June 27, 2022
Dear William Paterson Faculty and Staff,
This Thursday, July 1st, marks the start of a new fiscal year, but a new State budget has yet to be finalized. So, while I am still hopeful that it will include additional funding for higher education overall and William Paterson, in particular, the fate of our request for additional support still remains uncertain.
It is important to remember that as helpful as any added State funding would be, it will almost certainly be one-time relief. I will continue to advocate in Trenton for reliable increased state aid because it is both the fair thing to do for our students and the right thing to do for New Jersey’s long-term health and prosperity. However, no amount of additional funding would absolve us from the responsibility to operate in a structurally sound manner. Toward that end, we are in the process of developing a five-year plan to deal with our structural imbalance, which is the result of the simultaneous growth in expenditures and decline in our student population and related revenues over several years.
This plan will, of course, take into account any additional aid from Trenton, but it will need to go further to include other options the University might pursue, such as securing a more favorable WP Online revenue sharing arrangement with Academic Partners, bringing WP Online in-house, or working with another partner. It will also have to include clear-eyed enrollment projections, as well as all possible outcomes – good and bad – depending on whether or not we achieve our goals. Undergraduate, full-time enrollment continues to be our biggest challenge. In this, we are not alone.
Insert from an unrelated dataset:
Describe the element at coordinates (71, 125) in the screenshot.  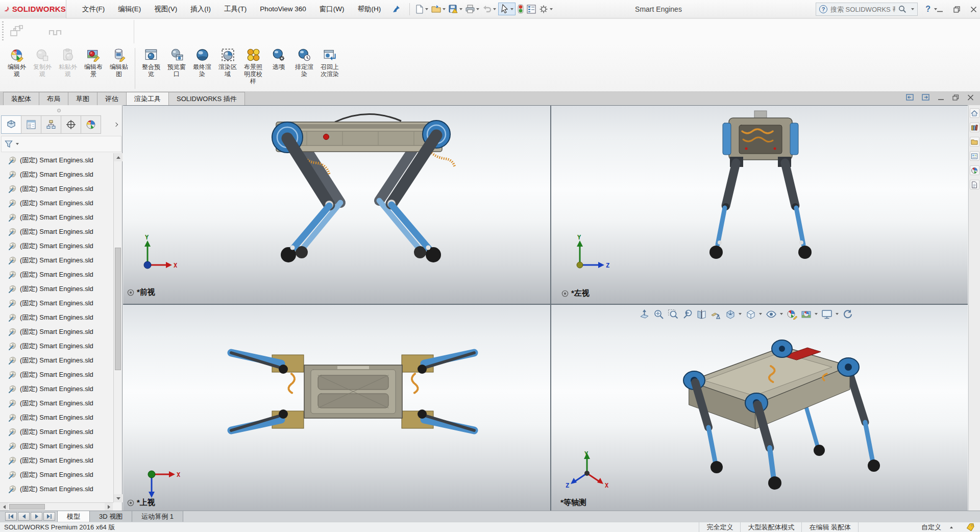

Earlier this month, I attended a gathering of LGBTQ Presidents in Higher Education, where I serve as Co-chair. It gave me the opportunity to sit with college and university presidents from around the country, most of whom reported enrollment declines of between 12-18%, with some at the community college level as high as 30%. When I reported that William Paterson is down 7.6% overall, some of my fellow presidents were amazed. While hardly good news, it does provide some useful perspective to know that we are not struggling as badly as many other institutions. Regardless of what others are going through, the future of William Paterson depends on dealing as quickly as reasonably possible with serious fiscal issues that have been developing over a period of many years and were accelerated by the pandemic.
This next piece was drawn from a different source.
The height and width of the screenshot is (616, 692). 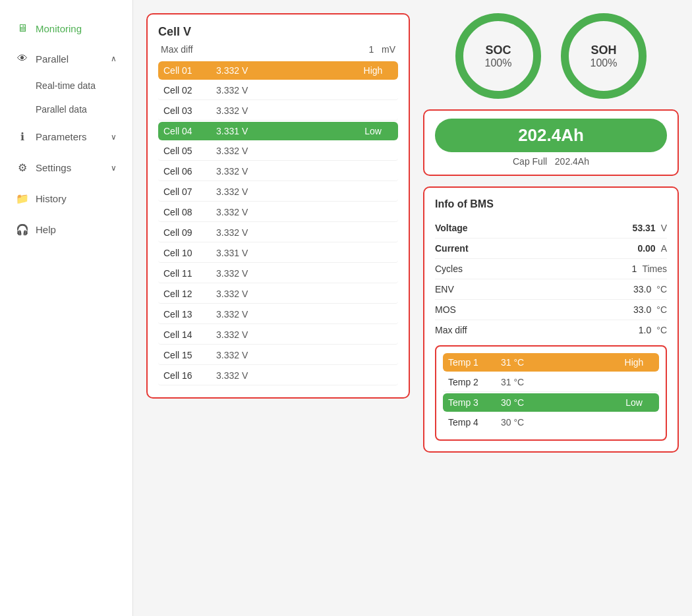 What do you see at coordinates (498, 50) in the screenshot?
I see `soc-label: SOC` at bounding box center [498, 50].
I am pleased to announce that I have approved both an Indigenous People’s Day resolution and a Land Acknowledgement Statement. The former designates the second Monday of October as “Indigenous People’s Day” at William Paterson, which will be marked by the appropriate honoring and celebration of native peoples and culture. The latter is a statement that acknowledges William Paterson’s location on the traditional lands of the Lenape people. I encourage faculty and staff to find meaningful ways to incorporate the statement into your teaching and work, such as including it in syllabi and reading it at the first class of the semester and at the start of campus gatherings. Both of these documents are fundamental to William Paterson’s ongoing efforts to decolonize the University, which is also one of the pillars of the 2022-2025 Strategic Plan now being developed. I want to thank our Chief Diversity Officer Dr. David Jones and members of the Council for Equity and Justice for their leadership, advocacy, and good work in helping to create these important documents.
And while we are making strides in these areas, I would be remiss if I did not mention the recent decision by the Supreme Court to overturn the settled law known as Roe vs. Wade. This decision certainly in my mind does not embrace one of our nation's founding principles of “created equal.” A woman’s right to choose should be a fundamental right and freedom that is between a woman and her partner, her spiritual leader, medical provider, or whomever she chooses to discuss it with. It is my hope that, as a community, we continue to respect the beliefs of those who think or believe differently from us, but also that we can agree that we should all advocate and defend the fundamental rights and freedoms of all Americans. I think this decision fell short in that respect. While some of us view this as a setback, we do have the power to amend the Constitution; we do have the power to pass state laws to enshrine this right; and we do have the power to elect pro-choice candidates.